Funded by government agencies, by universities, by foundations, and
eventually even by some corporations, ecological science
gradually established itself as a significant field of its own--not,
perhaps, with the same stature as such traditional fields as
physics, chemistry, and biology, but certainly a field whose
importance and appeal grew rapidly in the last decades of the
20th century
Environmental Advocacy
·Academic ecologists often have close ties to environmental
organizations committed to public action and political lobbying.
·The professionalized environmental advocacy they provided gave the
movement a political strength it had never enjoyed in the past.
·Lawyers fought battles with government agencies and in the courts.
·When Congress or state legislatures considered environmental
legislation, more often than not the environmental organizations
played a critical role in drafting it.
Environmental Degradation
·Many other forces contributed as well in the 1960s and 1970s to
create what became the environmental movement.
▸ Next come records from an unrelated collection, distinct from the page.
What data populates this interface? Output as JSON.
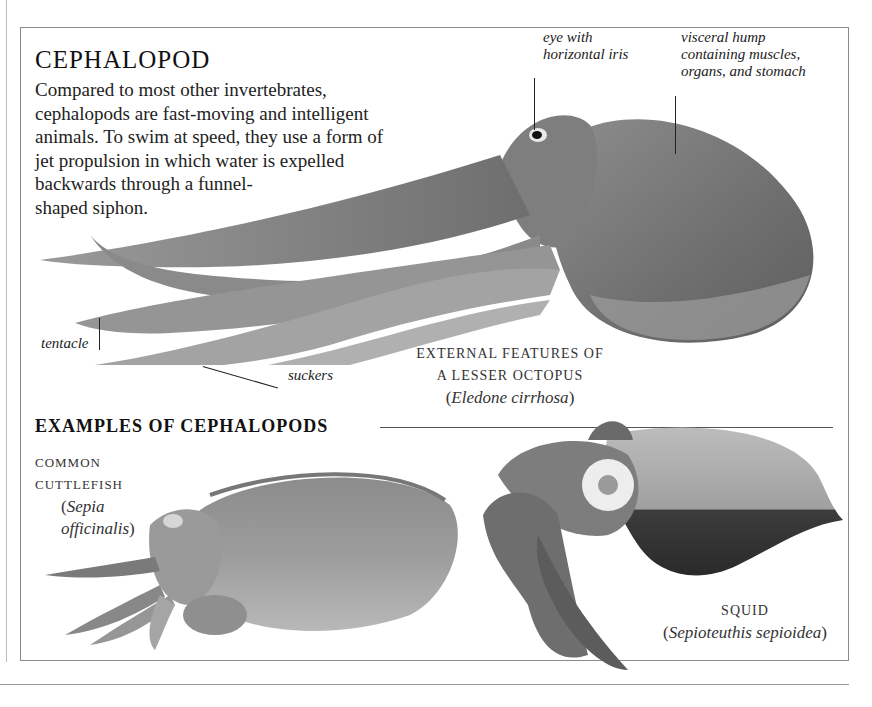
{
  "page": {
    "title": "CEPHALOPOD",
    "intro_lines": [
      "Compared to most other invertebrates,",
      "cephalopods are fast-moving and intelligent",
      "animals. To swim at speed, they use a form of",
      "jet propulsion in which water is expelled",
      "backwards through a funnel-",
      "shaped siphon."
    ]
  },
  "octopus": {
    "labels": {
      "eye": [
        "eye with",
        "horizontal iris"
      ],
      "visceral_hump": [
        "visceral hump",
        "containing muscles,",
        "organs, and stomach"
      ],
      "tentacle": "tentacle",
      "suckers": "suckers"
    },
    "caption": {
      "line1": "EXTERNAL FEATURES OF",
      "line2": "A LESSER OCTOPUS",
      "sci_name": "Eledone cirrhosa"
    }
  },
  "examples": {
    "heading": "EXAMPLES OF CEPHALOPODS",
    "cuttlefish": {
      "name": "COMMON CUTTLEFISH",
      "sci_name": "Sepia officinalis"
    },
    "squid": {
      "name": "SQUID",
      "sci_name": "Sepioteuthis sepioidea"
    }
  },
  "colors": {
    "border": "#8a8a8a",
    "text": "#222222",
    "illustration_gray": "#7a7a7a"
  }
}
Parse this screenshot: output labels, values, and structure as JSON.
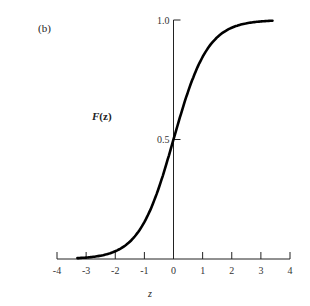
{
  "panel_label": "(b)",
  "chart_data": {
    "type": "line",
    "title": "",
    "xlabel": "z",
    "ylabel": "F(z)",
    "xlim": [
      -4,
      4
    ],
    "ylim": [
      0,
      1.0
    ],
    "x_ticks": [
      "-4",
      "-3",
      "-2",
      "-1",
      "0",
      "1",
      "2",
      "3",
      "4"
    ],
    "y_ticks": [
      "0.5",
      "1.0"
    ],
    "grid": false,
    "legend": "none",
    "series": [
      {
        "name": "F(z)",
        "x": [
          -3.3,
          -3.0,
          -2.5,
          -2.0,
          -1.5,
          -1.0,
          -0.5,
          0.0,
          0.5,
          1.0,
          1.5,
          2.0,
          2.5,
          3.0,
          3.4
        ],
        "values": [
          0.0,
          0.003,
          0.012,
          0.04,
          0.1,
          0.2,
          0.33,
          0.5,
          0.67,
          0.8,
          0.9,
          0.96,
          0.988,
          0.997,
          1.0
        ]
      }
    ]
  },
  "y_tick_labels": {
    "top": "1.0",
    "mid": "0.5"
  },
  "ylabel_parts": {
    "F": "F",
    "arg": "(z)"
  }
}
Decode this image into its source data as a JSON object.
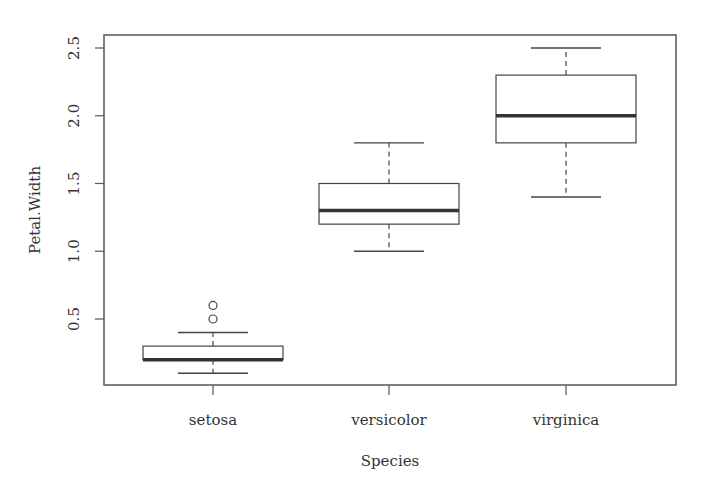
{
  "chart_data": {
    "type": "boxplot",
    "title": "",
    "xlabel": "Species",
    "ylabel": "Petal.Width",
    "categories": [
      "setosa",
      "versicolor",
      "virginica"
    ],
    "boxes": [
      {
        "name": "setosa",
        "whisker_low": 0.1,
        "q1": 0.2,
        "median": 0.2,
        "q3": 0.3,
        "whisker_high": 0.4,
        "outliers": [
          0.5,
          0.6
        ]
      },
      {
        "name": "versicolor",
        "whisker_low": 1.0,
        "q1": 1.2,
        "median": 1.3,
        "q3": 1.5,
        "whisker_high": 1.8,
        "outliers": []
      },
      {
        "name": "virginica",
        "whisker_low": 1.4,
        "q1": 1.8,
        "median": 2.0,
        "q3": 2.3,
        "whisker_high": 2.5,
        "outliers": []
      }
    ],
    "yticks": [
      0.5,
      1.0,
      1.5,
      2.0,
      2.5
    ],
    "ytick_labels": [
      "0.5",
      "1.0",
      "1.5",
      "2.0",
      "2.5"
    ],
    "ylim": [
      0.1,
      2.5
    ],
    "grid": false,
    "legend": null
  },
  "colors": {
    "frame": "#555555",
    "box": "#444444",
    "median": "#333333",
    "text": "#333333"
  }
}
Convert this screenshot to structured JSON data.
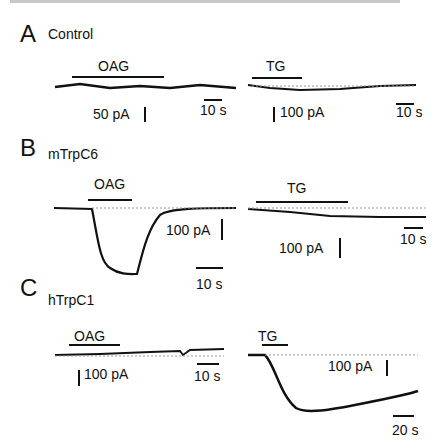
{
  "figure": {
    "panels": [
      {
        "letter": "A",
        "condition": "Control",
        "left": {
          "drug": "OAG",
          "scale_current": "50 pA",
          "scale_time": "10 s"
        },
        "right": {
          "drug": "TG",
          "scale_current": "100 pA",
          "scale_time": "10 s"
        }
      },
      {
        "letter": "B",
        "condition": "mTrpC6",
        "left": {
          "drug": "OAG",
          "scale_current": "100 pA",
          "scale_time": "10 s"
        },
        "right": {
          "drug": "TG",
          "scale_current": "100 pA",
          "scale_time": "10 s"
        }
      },
      {
        "letter": "C",
        "condition": "hTrpC1",
        "left": {
          "drug": "OAG",
          "scale_current": "100 pA",
          "scale_time": "10 s"
        },
        "right": {
          "drug": "TG",
          "scale_current": "100 pA",
          "scale_time": "20 s"
        }
      }
    ]
  },
  "colors": {
    "trace": "#111111",
    "baseline": "#999999"
  }
}
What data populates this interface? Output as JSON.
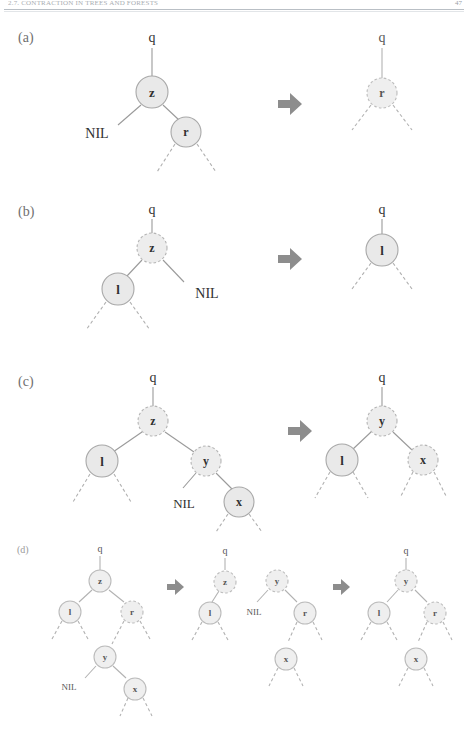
{
  "header": {
    "running_title": "2.7. CONTRACTION IN TREES AND FORESTS",
    "page_number": "47"
  },
  "figure": {
    "panels": [
      {
        "id": "a",
        "label": "(a)",
        "before": {
          "parent_label": "q",
          "nodes": [
            {
              "name": "z",
              "style": "solid"
            },
            {
              "name": "r",
              "style": "solid"
            }
          ],
          "nil_label": "NIL"
        },
        "arrow": "right-arrow-icon",
        "after": {
          "parent_label": "q",
          "nodes": [
            {
              "name": "r",
              "style": "dashed"
            }
          ]
        }
      },
      {
        "id": "b",
        "label": "(b)",
        "before": {
          "parent_label": "q",
          "nodes": [
            {
              "name": "z",
              "style": "dashed"
            },
            {
              "name": "l",
              "style": "solid"
            }
          ],
          "nil_label": "NIL"
        },
        "arrow": "right-arrow-icon",
        "after": {
          "parent_label": "q",
          "nodes": [
            {
              "name": "l",
              "style": "solid"
            }
          ]
        }
      },
      {
        "id": "c",
        "label": "(c)",
        "before": {
          "parent_label": "q",
          "nodes": [
            {
              "name": "z",
              "style": "dashed"
            },
            {
              "name": "l",
              "style": "solid"
            },
            {
              "name": "y",
              "style": "dashed"
            },
            {
              "name": "x",
              "style": "solid"
            }
          ],
          "nil_label": "NIL"
        },
        "arrow": "right-arrow-icon",
        "after": {
          "parent_label": "q",
          "nodes": [
            {
              "name": "y",
              "style": "dashed"
            },
            {
              "name": "l",
              "style": "solid"
            },
            {
              "name": "x",
              "style": "dashed"
            }
          ]
        }
      },
      {
        "id": "d",
        "label": "(d)",
        "step1": {
          "parent_label": "q",
          "nodes": [
            {
              "name": "z",
              "style": "solid"
            },
            {
              "name": "l",
              "style": "solid"
            },
            {
              "name": "r",
              "style": "dashed"
            },
            {
              "name": "y",
              "style": "solid"
            },
            {
              "name": "x",
              "style": "solid"
            }
          ],
          "nil_label": "NIL"
        },
        "arrow1": "right-arrow-icon",
        "step2": {
          "parent_label": "q",
          "nodes": [
            {
              "name": "z",
              "style": "dashed"
            },
            {
              "name": "l",
              "style": "solid"
            },
            {
              "name": "y",
              "style": "dashed"
            },
            {
              "name": "r",
              "style": "solid"
            },
            {
              "name": "x",
              "style": "solid"
            }
          ],
          "nil_label": "NIL"
        },
        "arrow2": "right-arrow-icon",
        "step3": {
          "parent_label": "q",
          "nodes": [
            {
              "name": "y",
              "style": "dashed"
            },
            {
              "name": "l",
              "style": "solid"
            },
            {
              "name": "r",
              "style": "dashed"
            },
            {
              "name": "x",
              "style": "solid"
            }
          ]
        }
      }
    ]
  },
  "colors": {
    "node_fill": "#e9e9e9",
    "node_stroke": "#a8a8a8",
    "edge": "#9a9a9a",
    "arrow": "#8d8d8d",
    "text": "#303030",
    "label": "#6f6f6f",
    "rule": "#b9bfc5"
  }
}
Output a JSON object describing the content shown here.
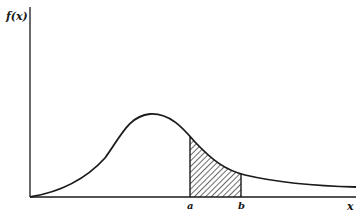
{
  "diagram": {
    "type": "probability-density-area",
    "y_axis_label": "f(x)",
    "x_axis_label": "x",
    "lower_bound_label": "a",
    "upper_bound_label": "b",
    "shaded_region": "area under f(x) between a and b (hatched)",
    "colors": {
      "stroke": "#1a1a1a",
      "background": "#ffffff"
    }
  }
}
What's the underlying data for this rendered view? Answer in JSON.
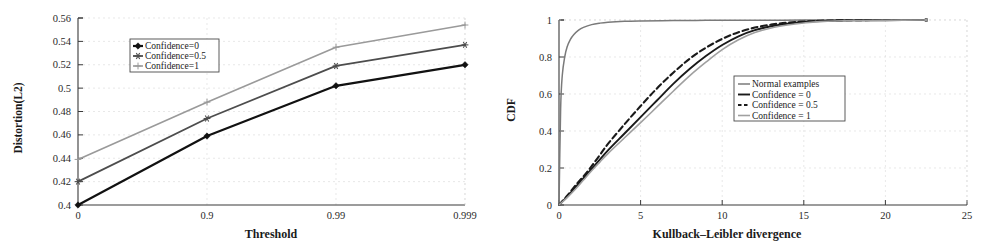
{
  "chart_data": [
    {
      "type": "line",
      "title": "",
      "panel": "left",
      "xlabel": "Threshold",
      "ylabel": "Distortion(L2)",
      "categories": [
        "0",
        "0.9",
        "0.99",
        "0.999"
      ],
      "xtick_labels": [
        "0",
        "0.9",
        "0.99",
        "0.999"
      ],
      "ytick_labels": [
        "0.4",
        "0.42",
        "0.44",
        "0.46",
        "0.48",
        "0.5",
        "0.52",
        "0.54",
        "0.56"
      ],
      "ylim": [
        0.4,
        0.56
      ],
      "ytick_step": 0.02,
      "grid": true,
      "legend_position": "upper-left-inset",
      "series": [
        {
          "name": "Confidence=0",
          "values": [
            0.4,
            0.459,
            0.502,
            0.52
          ],
          "color": "#111111",
          "marker": "diamond",
          "width": 2.2
        },
        {
          "name": "Confidence=0.5",
          "values": [
            0.42,
            0.474,
            0.519,
            0.537
          ],
          "color": "#4d4d4d",
          "marker": "star",
          "width": 1.8
        },
        {
          "name": "Confidence=1",
          "values": [
            0.439,
            0.488,
            0.535,
            0.554
          ],
          "color": "#9a9a9a",
          "marker": "plus",
          "width": 1.6
        }
      ]
    },
    {
      "type": "line",
      "title": "",
      "panel": "right",
      "xlabel": "Kullback–Leibler divergence",
      "ylabel": "CDF",
      "xtick_labels": [
        "0",
        "5",
        "10",
        "15",
        "20",
        "25"
      ],
      "ytick_labels": [
        "0",
        "0.2",
        "0.4",
        "0.6",
        "0.8",
        "1"
      ],
      "xlim": [
        0,
        25
      ],
      "ylim": [
        0,
        1
      ],
      "xtick_step": 5,
      "ytick_step": 0.2,
      "grid": true,
      "legend_position": "center-right-inset",
      "series": [
        {
          "name": "Normal examples",
          "color": "#7a7a7a",
          "style": "solid",
          "width": 1.5,
          "x": [
            0,
            0.1,
            0.2,
            0.35,
            0.5,
            0.7,
            0.9,
            1.2,
            1.5,
            2.0,
            2.5,
            3.0,
            4.0,
            5.0,
            7.0,
            9.0,
            11.0,
            13.0,
            15.0,
            18.0,
            20.0,
            22.5
          ],
          "y": [
            0.0,
            0.52,
            0.7,
            0.8,
            0.855,
            0.895,
            0.92,
            0.945,
            0.96,
            0.975,
            0.983,
            0.988,
            0.993,
            0.995,
            0.997,
            0.998,
            0.999,
            0.999,
            1.0,
            1.0,
            1.0,
            1.0
          ]
        },
        {
          "name": "Confidence = 0",
          "color": "#1a1a1a",
          "style": "solid",
          "width": 1.9,
          "x": [
            0,
            0.5,
            1.0,
            1.5,
            2.0,
            2.5,
            3.0,
            4.0,
            5.0,
            6.0,
            7.0,
            8.0,
            9.0,
            10.0,
            11.0,
            12.0,
            13.0,
            14.0,
            15.0,
            16.0,
            18.0,
            20.0,
            22.5
          ],
          "y": [
            0.0,
            0.045,
            0.095,
            0.145,
            0.195,
            0.245,
            0.295,
            0.385,
            0.475,
            0.565,
            0.655,
            0.735,
            0.805,
            0.865,
            0.912,
            0.945,
            0.966,
            0.98,
            0.989,
            0.994,
            0.998,
            0.999,
            1.0
          ]
        },
        {
          "name": "Confidence = 0.5",
          "color": "#1a1a1a",
          "style": "dashed",
          "width": 2.1,
          "x": [
            0,
            0.5,
            1.0,
            1.5,
            2.0,
            2.5,
            3.0,
            4.0,
            5.0,
            6.0,
            7.0,
            8.0,
            9.0,
            10.0,
            11.0,
            12.0,
            13.0,
            14.0,
            15.0,
            16.0,
            18.0,
            20.0,
            22.5
          ],
          "y": [
            0.0,
            0.05,
            0.105,
            0.155,
            0.21,
            0.27,
            0.33,
            0.435,
            0.535,
            0.63,
            0.715,
            0.79,
            0.85,
            0.898,
            0.934,
            0.959,
            0.975,
            0.986,
            0.992,
            0.996,
            0.999,
            1.0,
            1.0
          ]
        },
        {
          "name": "Confidence = 1",
          "color": "#a0a0a0",
          "style": "solid",
          "width": 1.6,
          "x": [
            0,
            0.5,
            1.0,
            1.5,
            2.0,
            2.5,
            3.0,
            4.0,
            5.0,
            6.0,
            7.0,
            8.0,
            9.0,
            10.0,
            11.0,
            12.0,
            13.0,
            14.0,
            15.0,
            16.0,
            18.0,
            20.0,
            22.5
          ],
          "y": [
            0.0,
            0.04,
            0.085,
            0.135,
            0.185,
            0.232,
            0.278,
            0.362,
            0.445,
            0.53,
            0.615,
            0.698,
            0.772,
            0.84,
            0.893,
            0.932,
            0.957,
            0.973,
            0.984,
            0.991,
            0.997,
            0.999,
            1.0
          ]
        }
      ]
    }
  ]
}
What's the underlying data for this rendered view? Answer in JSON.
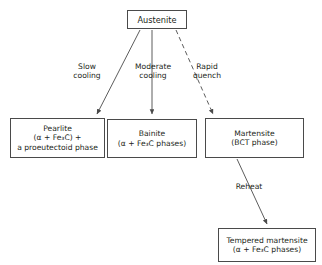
{
  "diagram": {
    "type": "flowchart",
    "background_color": "#ffffff",
    "line_color": "#4a4a4a",
    "text_color": "#231f20"
  },
  "nodes": {
    "austenite": {
      "lines": [
        "Austenite"
      ]
    },
    "pearlite": {
      "lines": [
        "Pearlite",
        "(α + Fe₃C) +",
        "a proeutectoid phase"
      ]
    },
    "bainite": {
      "lines": [
        "Bainite",
        "(α + Fe₃C phases)"
      ]
    },
    "martensite": {
      "lines": [
        "Martensite",
        "(BCT phase)"
      ]
    },
    "tempered": {
      "lines": [
        "Tempered martensite",
        "(α + Fe₃C phases)"
      ]
    }
  },
  "edge_labels": {
    "slow": {
      "lines": [
        "Slow",
        "cooling"
      ]
    },
    "moderate": {
      "lines": [
        "Moderate",
        "cooling"
      ]
    },
    "rapid": {
      "lines": [
        "Rapid",
        "quench"
      ]
    },
    "reheat": {
      "lines": [
        "Reheat"
      ]
    }
  },
  "edges": [
    {
      "from": "austenite",
      "to": "pearlite",
      "label": "slow",
      "style": "solid"
    },
    {
      "from": "austenite",
      "to": "bainite",
      "label": "moderate",
      "style": "solid"
    },
    {
      "from": "austenite",
      "to": "martensite",
      "label": "rapid",
      "style": "dashed"
    },
    {
      "from": "martensite",
      "to": "tempered",
      "label": "reheat",
      "style": "solid"
    }
  ]
}
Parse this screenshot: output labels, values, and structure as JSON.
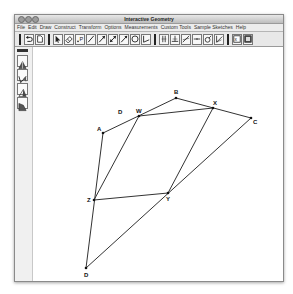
{
  "window": {
    "title": "Interactive Geometry"
  },
  "menubar": {
    "items": [
      "File",
      "Edit",
      "Draw",
      "Construct",
      "Transform",
      "Options",
      "Measurements",
      "Custom Tools",
      "Sample Sketches",
      "Help"
    ]
  },
  "toolbar": {
    "groups": [
      [
        "undo-icon",
        "document-icon"
      ],
      [
        "pointer-arrow-icon",
        "eraser-icon",
        "point-icon",
        "segment-icon",
        "ray-icon",
        "line-icon",
        "vector-icon",
        "circle-icon",
        "angle-icon"
      ],
      [
        "parallel-line-icon",
        "perpendicular-line-icon",
        "angle-bisector-icon",
        "midpoint-icon",
        "compass-icon",
        "reflect-icon"
      ],
      [
        "measure-icon",
        "calculator-icon"
      ]
    ]
  },
  "sidebar": {
    "tools": [
      "triangle-tool-icon",
      "angle-tool-icon",
      "triangle-bisect-icon",
      "polygon-tool-icon"
    ]
  },
  "sketch": {
    "points": {
      "A": {
        "x": 70,
        "y": 86,
        "label": "A"
      },
      "B": {
        "x": 143,
        "y": 51,
        "label": "B"
      },
      "C": {
        "x": 218,
        "y": 71,
        "label": "C"
      },
      "D": {
        "x": 53,
        "y": 221,
        "label": "D"
      },
      "W": {
        "x": 106,
        "y": 69,
        "label": "W"
      },
      "X": {
        "x": 180,
        "y": 61,
        "label": "X"
      },
      "Y": {
        "x": 135,
        "y": 146,
        "label": "Y"
      },
      "Z": {
        "x": 61,
        "y": 153,
        "label": "Z"
      }
    },
    "extra_labels": [
      {
        "text": "D",
        "x": 85,
        "y": 67
      }
    ],
    "quadrilateral": [
      "A",
      "B",
      "C",
      "D"
    ],
    "midpoint_parallelogram": [
      "W",
      "X",
      "Y",
      "Z"
    ],
    "line_color": "#333333"
  }
}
·Water pollution--which had been a problem in some areas of the
country for many decades--was becoming so widespread that
almost every major city was dealing with the unpleasant sight
and odor, as well as the very real health risks, of polluted rivers
and lakes.
·In some large cities--Los Angeles and Denver among them--smog
became an almost perpetual fact of life, rising steadily
through the day, blotting out the sun, and creating respiratory
difficulties for many citizens.
·Environmentalist also brought to public attention some longer-term
dangers of unchecked industrial development: the rapid
depletion of oil and other irreplaceable fossil fuels; the
destruction of lakes and forests as a result of “acid rain”; the
rapid destruction of vast rain forests, in Brazil and elsewhere,
which limited the earth’s capacity to replenish its oxygen supply.